The riveting and painful news accounts of the St. Paul’s School rape trial are unusual only for being set at one of the most privileged and wealthy private schools in the country. But the story itself has been way too familiar in recent years on college campuses, where the issue of sexual assault has brought colleges massive protests, scrutiny from the federal government, and much institutional soul-searching. Our state university here in Connecticut settled for $1.3m with five plaintiffs who alleged that their complaints of sexual assault and harassment were ignored by UConn, and my alma mater, Amherst College, got a lot of press when a student’s harrowing account of date rape went viral three years ago. Some statistics suggest that as many as 1 in 5 female college students will be sexually assaulted during their college years.

This swirl of dismal realities led me to catch up on a book I’d meant to read when it came out last spring: Missoula, journalist Jon Krakauer’s account of several sexual assaults that occurred – or were alleged to have occurred – at the University of Montana. Krakauer first became known for Into the Wild, the story of a college kid who fled civilization to head out, alone and unaided, as far away as he could get - a tragedy that ended with his death from starvation in a remote reach of Alaska. Krakauer later became famous for his chronicle of a doomed Everest expedition, Into Thin Air, which again betrayed his fascination with the harshness of nature and those who choose to risk their lives in it.

Given these preoccupations, Missoula seems a strange book for him to have written, and maybe just a strange book, period. It’s part police procedural -- a kind of extended Law and Order episode -- part social-work trauma primer, and part indictment of the inadequacy of the police and criminal justice systems vis-à-vis victims of sexual violence. Krakauer reveals that the book’s origins lay in surprising revelations by a younger female friend about having been raped by an acquaintance years ago; stunned, Krakauer decided to educate himself about the subject. Looking for survivors who would tell him their stories, he set out “to comprehend the repercussions of sexual assault from the perspective of those who have been victimized.” The resulting book lies somewhere between lurid exposé and earnest advocacy journalism.

Missoula delves into four cases that rocked the campus town and severely tested the University administrators charged with adjudicating them. Some are assaults of the most brazen kind, including a gang rape perpetrated by members of the football team; others occupy a vexing zone of ambiguity, in which alcohol, partying and promiscuity blur the picture – and leave prosecutors reluctant to wade in.  Krakauer offers a clear-eyed analysis of how our criminal justice system fails victims of sexual assault, and especially of the inherent difficulties of the adversarial trial system, in which zealous defense lawyers do their best to diminish the credibility of the accuser, an effort that almost inescapably re-traumatizes victims. As for the police who investigate sexual assaults, Krakauer points out that the presumption of innocence -- a trial right -- has been broadly misconstrued as an investigational rule, again to the detriment and insult of victims. (It would be strange, he points out, if police answered a call about a robbery and attempted to cast doubt on whether it had happened.) 

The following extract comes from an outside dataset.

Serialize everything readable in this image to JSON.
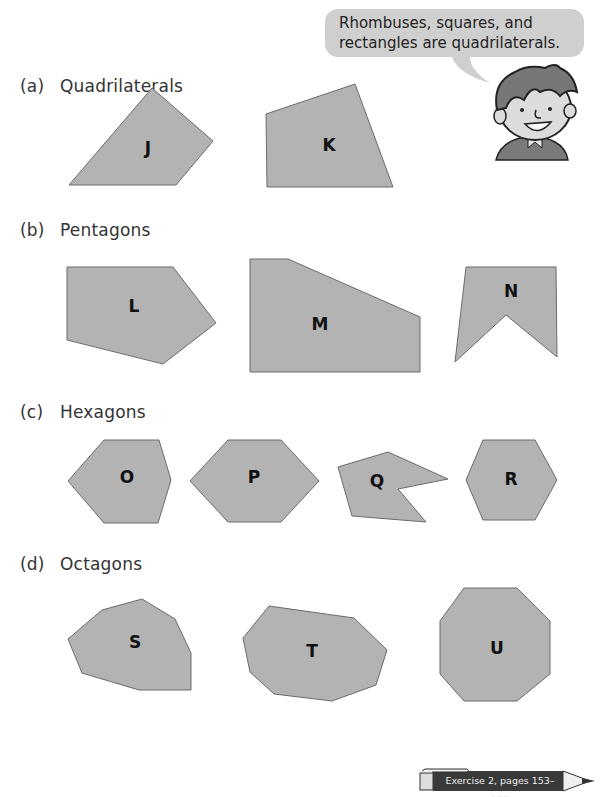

Krakauer doesn’t go very deep into the protagonists in these cases; they remain pretty generic, and in a book that argues for respecting the humanity of victims, this is a problem. In one large instance there’s also an unsettling disjunction – at least, there was for me – between his take on a case and the reader’s. The centerpiece of the book is a contested sexual encounter between a woman he calls Cecilia and the football team’s star quarterback. The agreed-on facts include the woman’s prior statement to him that she “would totally do you anytime,” her invitation up to her room, and her eager entry into a sexual encounter; where testimony differs is in her subsequent claim to have changed her mind in the middle of it -- after which, she charges, he forced himself on her. The University, acting on a “preponderance of the evidence” standard, expels the young man; but when the case goes to trial,  the higher probative threshold of the “reasonable doubt” standard results in a verdict of not guilty. Krakauer views this outcome with bitter disappointment, as a failure of the system, while to this reader at least, the facts of the case reflect precisely that, reasonable doubt.

But Missoula’s main fault is its failure to address the catalytic role that a campus culture of excessive drinking and sexual promiscuity plays in these conflagrations -- the general avidity among students, indeed pervasive social pressure, for ingesting massive amounts of booze and chasing the casual sexual hook-up.  I’m guessing Krakauer was reluctant to be seen as blaming the victim. But there has to be a way of sounding a cautionary note without doing that. Until college administrators address this challenge, young people will continue to engage each other in circumstances that constitute a kind of mutual moral hazard, with the same distressing results. Krakauer is an enormously talented journalist, and could have done better with this book. As Emily Bazelon noted in her NYT review,  “Missoula ends up sounding only one cautionary note in a debate that’s becoming ever more layered and ­cacophonous.”

Rand Richards Cooper is a contributing editor to Commonweal. His fiction has appeared in Harper’s, GQ, Esquire, the Atlantic, and many other magazines, as well as in Best American Short Stories. His novel, The Last to Go, was produced for television by ABC, and he has been a writer-in-residence at Amherst and Emerson colleges.